Talk it Through with a Stranger
There’s a line from Denzel Washington in Philadelphia that was something like, “Tell me as if I were a 7-year old.”
Can you boil down your work, personal, or even philosophical challenges or questions into a format that someone who’s not familiar with you or the work would understand? It’s harder than you think.
I can talk all day with my business partner about the most silly-but-important details of a project and he knows exactly what I’m talking about–and exactly what I should do. But I don’t have to explain my whole background or anything about the work. He knows all that. But I’m also getting something of biased opinion because he does know all of that.
I’m working in the lobby of a hotel today on a naming project. My mother-in-law asked me what I’m doing. How deep do I go? How much does she really want to know? She knows I’ve been in the naming business for a decade, but she’s always interested in what the projects are about. I figured I had five minutes of her attention before distractions like grandkids come back.
As I talked about the project in terms that someone unfamiliar with the project would best understand, I heard how I phrased things and the reasoning or rationale behind why we created certain names and learned from how I explained them to her. Because explaining them to her isn’t too far from saying the same thing tomorrow to the client. Because although the client is familiar with the project, their colleagues are not–and he’s going to have to go to his colleagues and relate what we talked about. So I might as well make our thinking as easy to understand as possible.
Do you have elevator pitch ready? If not, work on it with strangers.
So yes, we can also talk more specifically with the client about the project in terms that only we would understand, but to get down to the equivalent of the “elevator pitch” of what our project is about is a difficult–and excellent–exercise.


How to complete this task =
Among these entries, count the lines containing the word "callouts" and answer with only the number.

Dataset rows about figures
================
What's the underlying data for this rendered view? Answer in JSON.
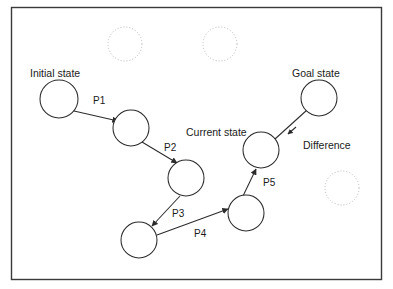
{
  "figure": {
    "background_color": "#ffffff",
    "frame": {
      "x": 11,
      "y": 7,
      "width": 371,
      "height": 273,
      "stroke_color": "#3a3a3a"
    }
  },
  "labels": {
    "initial_state": "Initial state",
    "goal_state": "Goal state",
    "current_state": "Current state",
    "difference": "Difference"
  },
  "operators": [
    {
      "name": "P1",
      "label": "P1",
      "x": 93,
      "y": 104
    },
    {
      "name": "P2",
      "label": "P2",
      "x": 164,
      "y": 151
    },
    {
      "name": "P3",
      "label": "P3",
      "x": 172,
      "y": 217
    },
    {
      "name": "P4",
      "label": "P4",
      "x": 194,
      "y": 237
    },
    {
      "name": "P5",
      "label": "P5",
      "x": 263,
      "y": 186
    }
  ],
  "state_nodes": [
    {
      "name": "initial-state",
      "cx": 59,
      "cy": 99,
      "r": 19
    },
    {
      "name": "state-2",
      "cx": 131,
      "cy": 128,
      "r": 18
    },
    {
      "name": "state-3",
      "cx": 186,
      "cy": 178,
      "r": 18
    },
    {
      "name": "state-4",
      "cx": 139,
      "cy": 240,
      "r": 18
    },
    {
      "name": "state-5",
      "cx": 246,
      "cy": 213,
      "r": 18
    },
    {
      "name": "current-state",
      "cx": 261,
      "cy": 150,
      "r": 18
    },
    {
      "name": "goal-state",
      "cx": 319,
      "cy": 98,
      "r": 18
    }
  ],
  "ghost_nodes": [
    {
      "name": "unexplored-state-1",
      "cx": 125,
      "cy": 44,
      "r": 17
    },
    {
      "name": "unexplored-state-2",
      "cx": 220,
      "cy": 44,
      "r": 17
    },
    {
      "name": "unexplored-state-3",
      "cx": 342,
      "cy": 188,
      "r": 17
    }
  ],
  "text_positions": {
    "initial_state": {
      "x": 30,
      "y": 77
    },
    "goal_state": {
      "x": 292,
      "y": 77
    },
    "current_state": {
      "x": 186,
      "y": 136
    },
    "difference": {
      "x": 303,
      "y": 149
    }
  },
  "colors": {
    "stroke": "#2b2b2b",
    "ghost_stroke": "#b9b9c4",
    "text": "#1a1a1a",
    "frame": "#3a3a3a",
    "background": "#ffffff"
  }
}
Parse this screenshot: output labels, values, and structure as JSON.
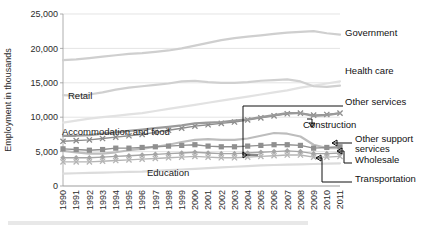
{
  "chart_data": {
    "type": "line",
    "title": "",
    "xlabel": "",
    "ylabel": "Employment in thousands",
    "ylim": [
      0,
      25000
    ],
    "yticks": [
      0,
      5000,
      10000,
      15000,
      20000,
      25000
    ],
    "ytick_labels": [
      "0",
      "5,000",
      "10,000",
      "15,000",
      "20,000",
      "25,000"
    ],
    "grid": true,
    "legend_position": "right-callouts",
    "categories": [
      1990,
      1991,
      1992,
      1993,
      1994,
      1995,
      1996,
      1997,
      1998,
      1999,
      2000,
      2001,
      2002,
      2003,
      2004,
      2005,
      2006,
      2007,
      2008,
      2009,
      2010,
      2011
    ],
    "xtick_labels": [
      "1990",
      "1991",
      "1992",
      "1993",
      "1994",
      "1995",
      "1996",
      "1997",
      "1998",
      "1999",
      "2000",
      "2001",
      "2002",
      "2003",
      "2004",
      "2005",
      "2006",
      "2007",
      "2008",
      "2009",
      "2010",
      "2011"
    ],
    "series": [
      {
        "name": "Government",
        "color": "#cfcfcf",
        "marker": "none",
        "values": [
          18300,
          18400,
          18600,
          18800,
          19000,
          19200,
          19300,
          19500,
          19700,
          20000,
          20400,
          20800,
          21200,
          21500,
          21700,
          21900,
          22100,
          22300,
          22400,
          22500,
          22200,
          22000
        ]
      },
      {
        "name": "Health care",
        "color": "#e2e2e2",
        "marker": "none",
        "values": [
          9200,
          9500,
          9800,
          10000,
          10200,
          10400,
          10600,
          10900,
          11200,
          11500,
          11800,
          12100,
          12400,
          12700,
          13000,
          13300,
          13600,
          13900,
          14300,
          14600,
          14900,
          15200
        ]
      },
      {
        "name": "Retail",
        "color": "#d0d0d0",
        "marker": "none",
        "values": [
          13200,
          13100,
          13300,
          13600,
          14000,
          14300,
          14500,
          14700,
          14900,
          15200,
          15300,
          15100,
          15000,
          15000,
          15100,
          15300,
          15400,
          15500,
          15200,
          14500,
          14400,
          14600
        ]
      },
      {
        "name": "Other services",
        "color": "#8c8c8c",
        "marker": "cross",
        "values": [
          6500,
          6600,
          6700,
          6900,
          7100,
          7300,
          7500,
          7800,
          8100,
          8400,
          8700,
          8900,
          9100,
          9300,
          9600,
          9900,
          10200,
          10500,
          10600,
          10300,
          10400,
          10600
        ]
      },
      {
        "name": "Accommodation and food",
        "color": "#9a9a9a",
        "marker": "none",
        "values": [
          7300,
          7300,
          7400,
          7600,
          7800,
          8000,
          8200,
          8400,
          8600,
          8800,
          9100,
          9200,
          9300,
          9500,
          9700,
          10000,
          10300,
          10600,
          10600,
          10200,
          10300,
          10600
        ]
      },
      {
        "name": "Construction",
        "color": "#bdbdbd",
        "marker": "none",
        "values": [
          5100,
          4900,
          4700,
          4700,
          4900,
          5200,
          5400,
          5700,
          6000,
          6400,
          6700,
          6800,
          6700,
          6700,
          6900,
          7300,
          7700,
          7600,
          7200,
          6000,
          5500,
          5500
        ]
      },
      {
        "name": "Other support services",
        "color": "#8f8f8f",
        "marker": "square",
        "values": [
          5400,
          5300,
          5200,
          5300,
          5500,
          5500,
          5600,
          5700,
          5800,
          5900,
          6000,
          5800,
          5700,
          5700,
          5800,
          5900,
          6000,
          6000,
          5900,
          5500,
          5600,
          5700
        ]
      },
      {
        "name": "Wholesale",
        "color": "#a5a5a5",
        "marker": "diamond",
        "values": [
          4100,
          4100,
          4100,
          4200,
          4300,
          4400,
          4500,
          4600,
          4700,
          4800,
          4900,
          4800,
          4700,
          4700,
          4800,
          4900,
          5000,
          5100,
          5000,
          4700,
          4700,
          4800
        ]
      },
      {
        "name": "Transportation",
        "color": "#b5b5b5",
        "marker": "cross",
        "values": [
          3500,
          3500,
          3500,
          3600,
          3700,
          3800,
          3900,
          4000,
          4100,
          4200,
          4300,
          4200,
          4100,
          4100,
          4200,
          4300,
          4400,
          4500,
          4500,
          4200,
          4200,
          4300
        ]
      },
      {
        "name": "Education",
        "color": "#dcdcdc",
        "marker": "none",
        "values": [
          1800,
          1850,
          1900,
          1950,
          2000,
          2050,
          2100,
          2200,
          2300,
          2400,
          2500,
          2600,
          2700,
          2800,
          2900,
          3000,
          3050,
          3100,
          3150,
          3200,
          3250,
          3300
        ]
      }
    ],
    "inline_labels": [
      {
        "text": "Retail",
        "x": 68,
        "y": 99
      },
      {
        "text": "Accommodation and food",
        "x": 62,
        "y": 135
      },
      {
        "text": "Education",
        "x": 147,
        "y": 176
      }
    ],
    "callouts": [
      {
        "text": "Government",
        "x": 345,
        "y": 36
      },
      {
        "text": "Health care",
        "x": 345,
        "y": 74
      },
      {
        "text": "Other services",
        "x": 345,
        "y": 105
      },
      {
        "text": "Construction",
        "x": 303,
        "y": 128
      },
      {
        "text": "Other support",
        "x": 355,
        "y": 142
      },
      {
        "text": "services",
        "x": 355,
        "y": 152
      },
      {
        "text": "Wholesale",
        "x": 355,
        "y": 163
      },
      {
        "text": "Transportation",
        "x": 355,
        "y": 182
      }
    ],
    "axis_label_text": "Employment in thousands"
  }
}
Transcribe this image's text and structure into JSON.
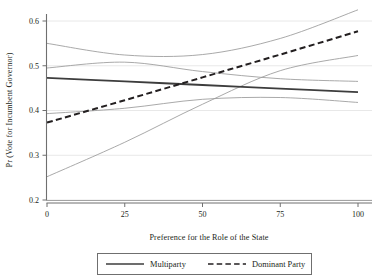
{
  "chart_data": {
    "type": "line",
    "title": "",
    "xlabel": "Preference for the Role of the State",
    "ylabel": "Pr (Vote for Incumbent Governor)",
    "xlim": [
      0,
      100
    ],
    "ylim": [
      0.2,
      0.63
    ],
    "xticks": [
      0,
      25,
      50,
      75,
      100
    ],
    "xtick_labels": [
      "0",
      "25",
      "50",
      "75",
      "100"
    ],
    "yticks": [
      0.2,
      0.3,
      0.4,
      0.5,
      0.6
    ],
    "ytick_labels": [
      "0.2",
      "0.3",
      "0.4",
      "0.5",
      "0.6"
    ],
    "grid": "horizontal",
    "legend_position": "bottom-center",
    "series": [
      {
        "name": "Multiparty",
        "style": "solid",
        "color": "#3d3d3d",
        "x": [
          0,
          25,
          50,
          75,
          100
        ],
        "values": [
          0.473,
          0.465,
          0.457,
          0.449,
          0.441
        ],
        "ci_upper": [
          0.495,
          0.508,
          0.487,
          0.471,
          0.465
        ],
        "ci_lower": [
          0.393,
          0.405,
          0.425,
          0.429,
          0.418
        ]
      },
      {
        "name": "Dominant Party",
        "style": "dashed",
        "color": "#231f20",
        "x": [
          0,
          25,
          50,
          75,
          100
        ],
        "values": [
          0.373,
          0.423,
          0.474,
          0.525,
          0.577
        ],
        "ci_upper": [
          0.55,
          0.524,
          0.525,
          0.561,
          0.625
        ],
        "ci_lower": [
          0.252,
          0.329,
          0.414,
          0.489,
          0.523
        ]
      }
    ],
    "ci_color": "#9a9a9a",
    "grid_color": "#e8e8e8",
    "axis_color": "#6f6f6f"
  },
  "legend": {
    "items": [
      {
        "label": "Multiparty",
        "style": "solid"
      },
      {
        "label": "Dominant Party",
        "style": "dashed"
      }
    ]
  }
}
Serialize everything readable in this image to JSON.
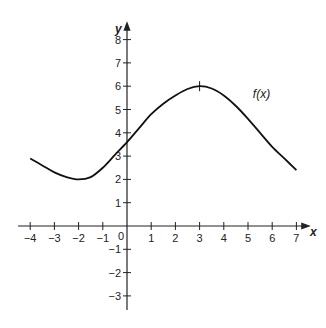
{
  "chart_data": {
    "type": "line",
    "title": "",
    "xlabel": "x",
    "ylabel": "y",
    "xlim": [
      -4,
      7
    ],
    "ylim": [
      -3,
      8
    ],
    "grid": false,
    "x_ticks": [
      -4,
      -3,
      -2,
      -1,
      0,
      1,
      2,
      3,
      4,
      5,
      6,
      7
    ],
    "y_ticks": [
      -3,
      -2,
      -1,
      1,
      2,
      3,
      4,
      5,
      6,
      7,
      8
    ],
    "series": [
      {
        "name": "f(x)",
        "x": [
          -4,
          -3.5,
          -3,
          -2.5,
          -2,
          -1.5,
          -1,
          -0.5,
          0,
          0.5,
          1,
          1.5,
          2,
          2.5,
          3,
          3.5,
          4,
          4.5,
          5,
          5.5,
          6,
          6.5,
          7
        ],
        "y": [
          2.9,
          2.6,
          2.3,
          2.1,
          2.0,
          2.1,
          2.5,
          3.05,
          3.6,
          4.2,
          4.8,
          5.25,
          5.6,
          5.88,
          6.0,
          5.9,
          5.6,
          5.15,
          4.6,
          4.0,
          3.4,
          2.9,
          2.4
        ]
      }
    ],
    "annotations": [
      {
        "text": "f(x)",
        "x": 5.2,
        "y": 5.5
      },
      {
        "text": "maximum tick mark",
        "x": 3,
        "y": 6
      }
    ],
    "origin_label": "0"
  }
}
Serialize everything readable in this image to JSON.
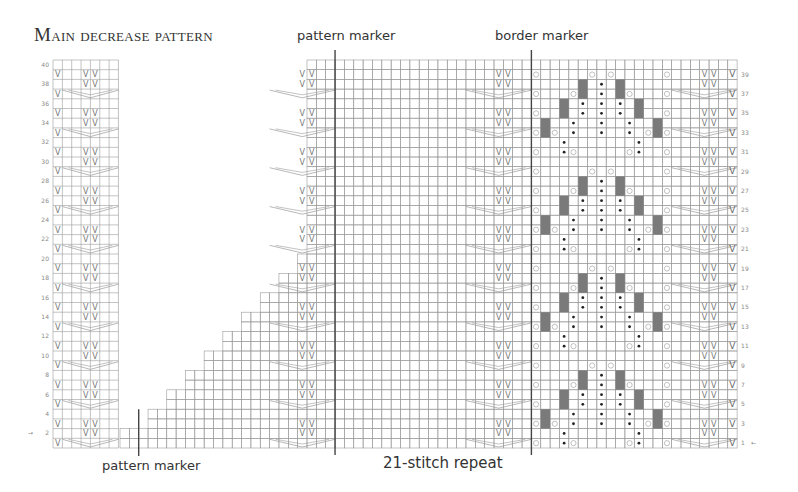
{
  "title": "Main decrease pattern",
  "labels": {
    "pattern_marker_top": "pattern marker",
    "border_marker": "border marker",
    "pattern_marker_bottom": "pattern marker",
    "repeat": "21-stitch repeat"
  },
  "grid": {
    "rows": 40,
    "left_panel_cols": 7,
    "main_cols": 66,
    "cell_w": 9.35,
    "cell_h": 9.7,
    "left_x": 53,
    "main_x": 120,
    "top_y": 60,
    "line_color": "#9a9a9a",
    "marker_color": "#444444",
    "fill_color": "#7a7a7a"
  },
  "row_numbers_left": [
    "40",
    "38",
    "36",
    "34",
    "32",
    "30",
    "28",
    "26",
    "24",
    "22",
    "20",
    "18",
    "16",
    "14",
    "12",
    "10",
    "8",
    "6",
    "4",
    "2"
  ],
  "row_numbers_right": [
    "39",
    "37",
    "35",
    "33",
    "31",
    "29",
    "27",
    "25",
    "23",
    "21",
    "19",
    "17",
    "15",
    "13",
    "11",
    "9",
    "7",
    "5",
    "3",
    "1"
  ],
  "start_arrows": {
    "left_row": "2",
    "right_row": "1"
  },
  "markers": {
    "pattern_marker_bottom_col": 2,
    "pattern_marker_top_col": 23,
    "border_marker_col": 44
  },
  "legend_symbols": [
    "slip-stitch-V",
    "yarn-over-O",
    "bobble-dot",
    "no-stitch-gray",
    "decrease-slant",
    "cable-chevron"
  ]
}
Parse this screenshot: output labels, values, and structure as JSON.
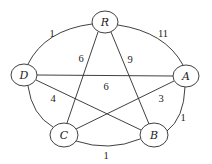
{
  "graph": {
    "nodes": [
      {
        "id": "R",
        "label": "R",
        "cx": 105,
        "cy": 22,
        "rx": 13,
        "ry": 11
      },
      {
        "id": "D",
        "label": "D",
        "cx": 24,
        "cy": 75,
        "rx": 13,
        "ry": 11
      },
      {
        "id": "A",
        "label": "A",
        "cx": 186,
        "cy": 76,
        "rx": 13,
        "ry": 11
      },
      {
        "id": "C",
        "label": "C",
        "cx": 64,
        "cy": 135,
        "rx": 14,
        "ry": 12
      },
      {
        "id": "B",
        "label": "B",
        "cx": 154,
        "cy": 135,
        "rx": 14,
        "ry": 12
      }
    ],
    "edges": [
      {
        "from": "R",
        "to": "D",
        "weight": "1",
        "curved": true
      },
      {
        "from": "R",
        "to": "A",
        "weight": "11",
        "curved": true
      },
      {
        "from": "R",
        "to": "C",
        "weight": "6",
        "curved": false
      },
      {
        "from": "R",
        "to": "B",
        "weight": "9",
        "curved": false
      },
      {
        "from": "D",
        "to": "A",
        "weight": "6",
        "curved": false
      },
      {
        "from": "D",
        "to": "B",
        "weight": "4",
        "curved": false
      },
      {
        "from": "A",
        "to": "C",
        "weight": "3",
        "curved": false
      },
      {
        "from": "A",
        "to": "B",
        "weight": "1",
        "curved": true
      },
      {
        "from": "C",
        "to": "B",
        "weight": "1",
        "curved": true
      },
      {
        "from": "D",
        "to": "C",
        "weight": "",
        "curved": true
      }
    ],
    "weight_labels": [
      {
        "text": "1",
        "x": 52,
        "y": 33
      },
      {
        "text": "11",
        "x": 163,
        "y": 33
      },
      {
        "text": "6",
        "x": 81,
        "y": 58
      },
      {
        "text": "9",
        "x": 130,
        "y": 59
      },
      {
        "text": "6",
        "x": 106,
        "y": 86
      },
      {
        "text": "4",
        "x": 53,
        "y": 98
      },
      {
        "text": "3",
        "x": 161,
        "y": 98
      },
      {
        "text": "1",
        "x": 183,
        "y": 117
      },
      {
        "text": "1",
        "x": 106,
        "y": 155
      }
    ]
  }
}
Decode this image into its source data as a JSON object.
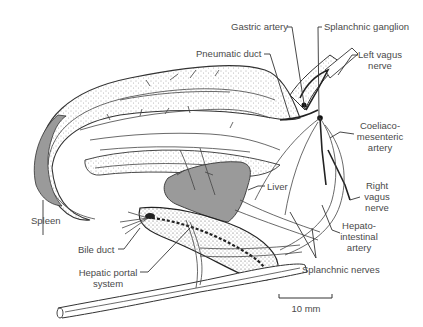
{
  "figure": {
    "type": "anatomical-diagram",
    "colors": {
      "ink": "#333333",
      "organ_fill": "#9a9a9a",
      "stipple": "#555555",
      "label_text": "#4a4a4a",
      "background": "#ffffff"
    }
  },
  "labels": {
    "gastric_artery": "Gastric artery",
    "splanchnic_ganglion": "Splanchnic ganglion",
    "pneumatic_duct": "Pneumatic duct",
    "left_vagus_1": "Left vagus",
    "left_vagus_2": "nerve",
    "coeliaco_1": "Coeliaco-",
    "coeliaco_2": "mesenteric",
    "coeliaco_3": "artery",
    "right_vagus_1": "Right",
    "right_vagus_2": "vagus",
    "right_vagus_3": "nerve",
    "hepato_1": "Hepato-",
    "hepato_2": "intestinal",
    "hepato_3": "artery",
    "splanchnic_nerves": "Splanchnic nerves",
    "liver": "Liver",
    "spleen": "Spleen",
    "bile_duct": "Bile duct",
    "hepatic_portal_1": "Hepatic portal",
    "hepatic_portal_2": "system"
  },
  "scale_bar": {
    "label": "10 mm"
  }
}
================
Exercise solution =
2